Reserve it at BN.com & pick it up in 60 minutes at your local store.
Enter a zip code
(Paperback)
The power of words has rarely been given a more compelling demonstration than in the Gettysburg Address. Lincoln was asked to memorialize the gruesome battle. Instead he gave the whole nation "a new birth of freedom" in the space of a mere 272 words. His entire life and previous training and his deep political experience went into this, his revolutionary masterpiece.
By examining both the address and Lincoln in their historical moment and cultural frame, Wills breathes new life into words we thought we knew, and reveals much about a president so mythologized but often misunderstood. Wills shows how Lincoln came to change the world and to effect an intellectual revolution, how his words had to and did complete the work of the guns, and how Lincoln wove a spell that has not yet been broken.
In a work of extraordinary scholarship and intellectual power, acclaimed by critics across the country, Wills lays bare the true meaning and intent of Lincoln's historic speech--272 words that changed the future of our country.
...[B]rief, bracing and provocative....Mr. Wills demonstrates [that Lincoln] created a revolution in style so effective that all modern political prose is indebted to the Gettysburg address.
More Reviews and RecommendationsOne of our foremost Catholic intellectuals, bestselling author Garry Wills writes thoughtful, provocative nonfiction that roams across history, politics, and religion.
More About the AuthorReader Rating:
See Detailed Ratings
May 22, 2009: Wills places the Gettysburg Address in social context and makes its importance for how Americans understand the meaning of the Civil War clear. His insightful analysis of the speech helps explain what the speech did, and how the speech came to stand for the meaning of the Civil War and American national identity. Wills describes the classical origins of eulogies, and compares Lincoln's speech to Pericles' funeral oration, and explains the neo-Classical movement in the nineteenth century and its importance to the cemetary and the speech. The book includes reproductions of all of the known drafts of the speech, and Wills examines the importance of the changes made by Lincoln and others. He also includes contemporary responses to the speech as well as its use and re-evaluation by critics and historians. The book compares favorably to longer works, such as David Blight's Race & Reunion or Drew Gilpin Faust's This Republic of Suffering.
Reader Rating:
See Detailed Ratings
March 08, 2009: Quite a boring read. I'm not into history or linguistics, so I did not enjoy this at all, but I guess if you're into that kind of stuff, you might find it enjoyable. But nevertheless, I found it to be a very dull read and I had trouble getting through it.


Task details: Please return only the lines between the line with "Identify the location of div: Get Started." and the final line of the entries, both included, and exclude pictures.

Listed entries:

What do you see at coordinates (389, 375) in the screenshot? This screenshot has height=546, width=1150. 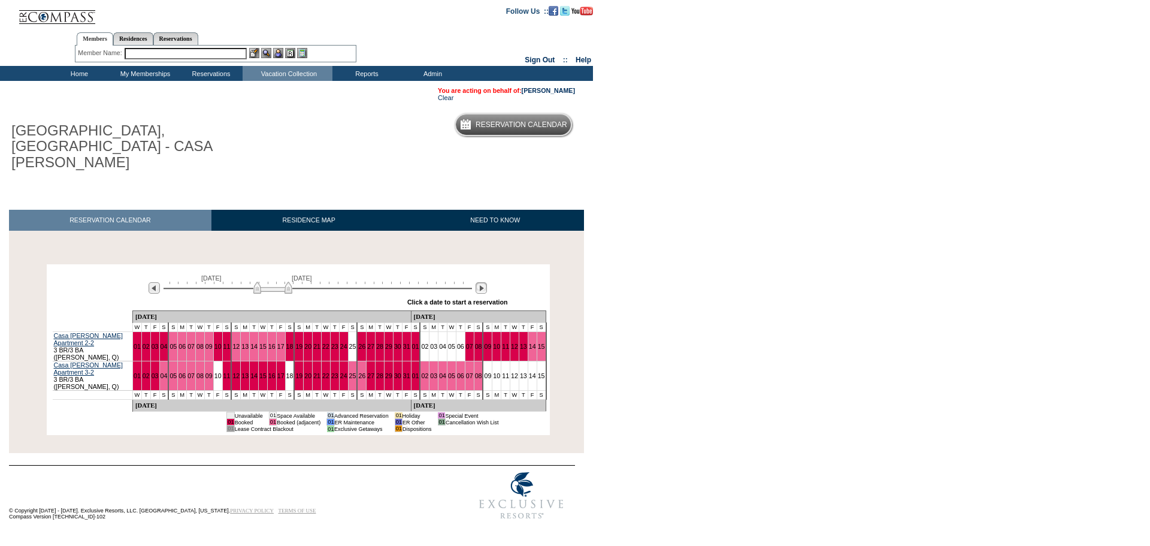 I see `a: 29` at bounding box center [389, 375].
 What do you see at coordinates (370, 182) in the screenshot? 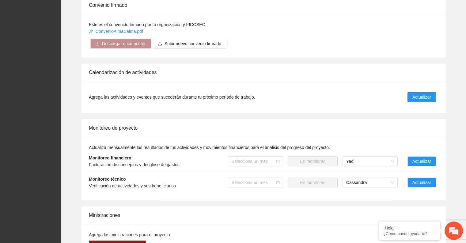
I see `span: Cassandra` at bounding box center [370, 182].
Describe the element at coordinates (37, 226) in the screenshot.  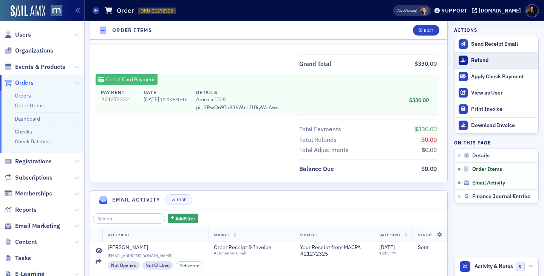
I see `span: Email Marketing` at that location.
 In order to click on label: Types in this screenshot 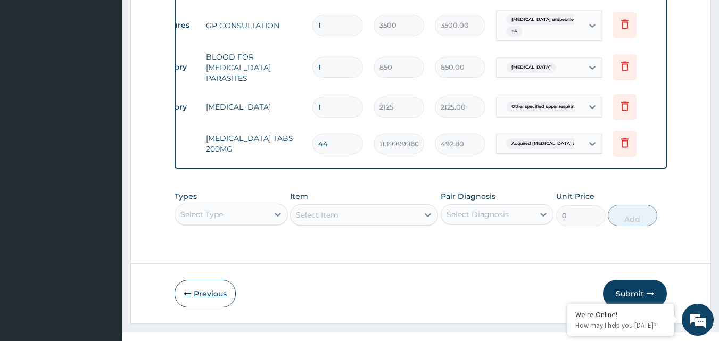, I will do `click(186, 196)`.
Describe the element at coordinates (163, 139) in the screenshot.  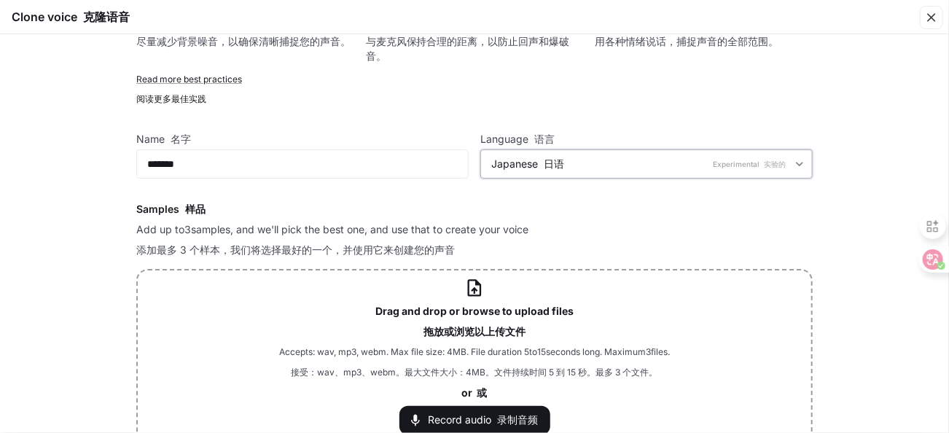
I see `p: Name` at that location.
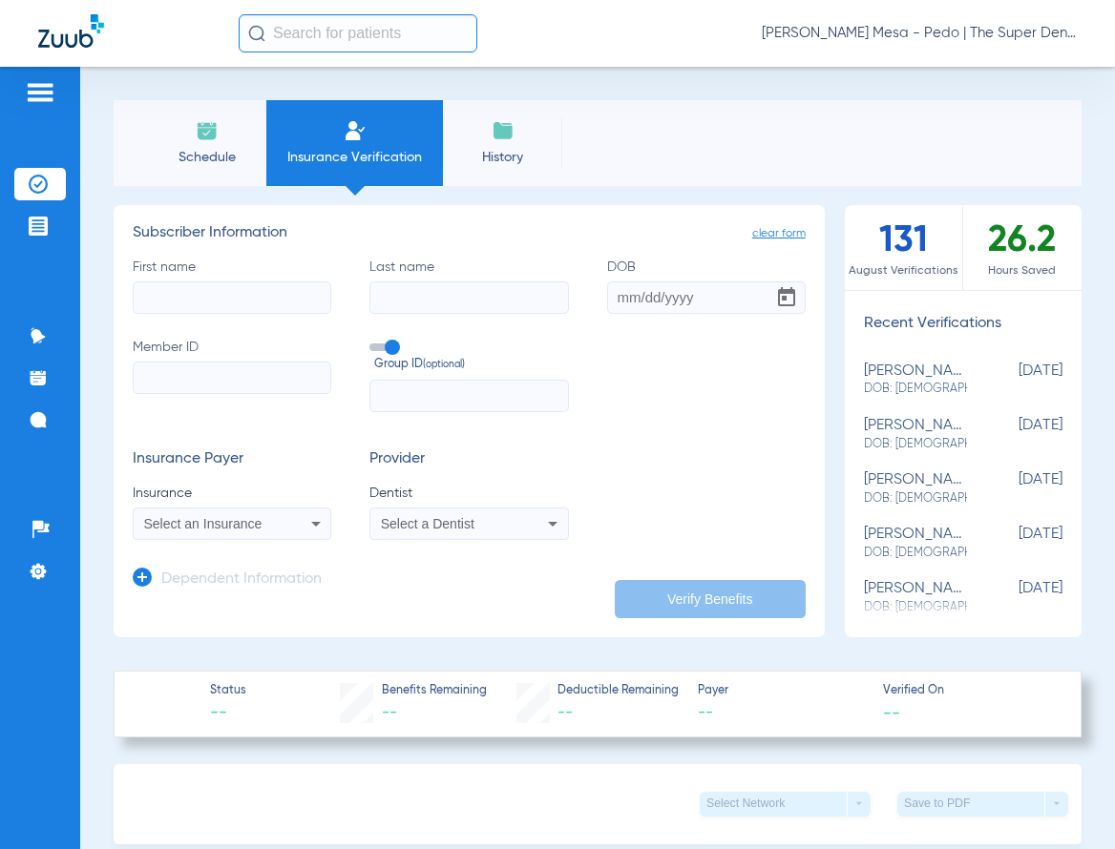  What do you see at coordinates (706, 285) in the screenshot?
I see `label: DOB` at bounding box center [706, 285].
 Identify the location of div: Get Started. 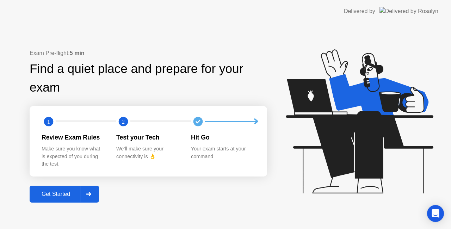
(56, 194).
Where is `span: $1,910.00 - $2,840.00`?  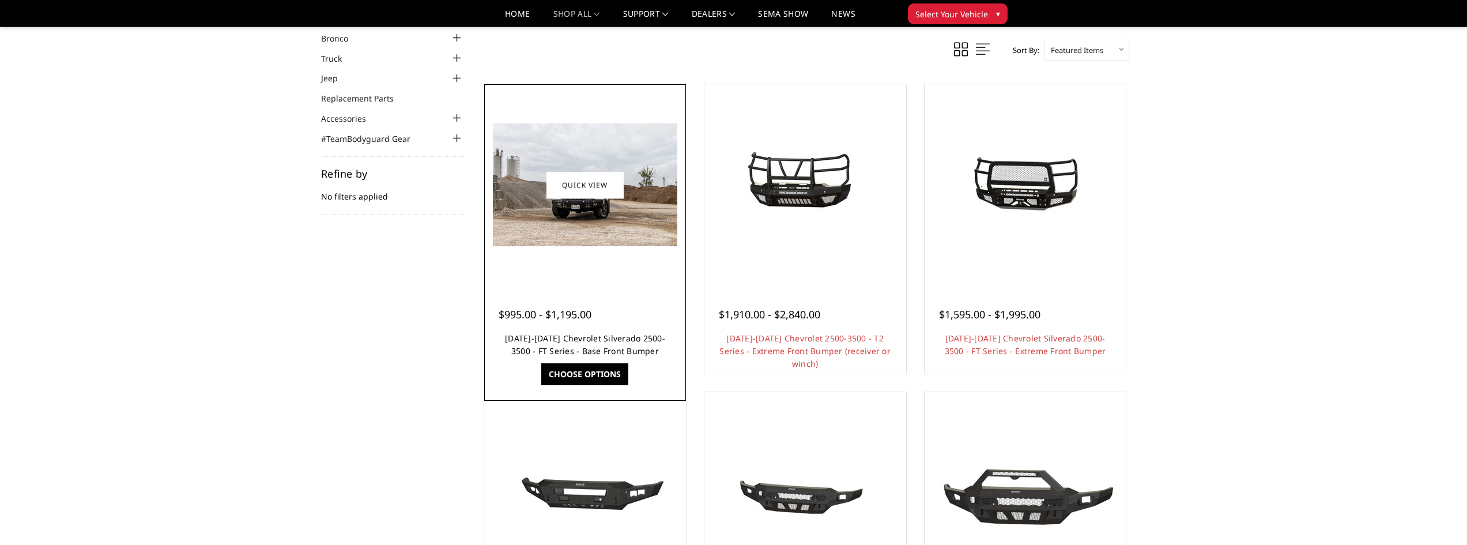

Task answer:
 Identify the location of div: Get Started. 
(56, 194).
Where is `span: $1,910.00 - $2,840.00`?  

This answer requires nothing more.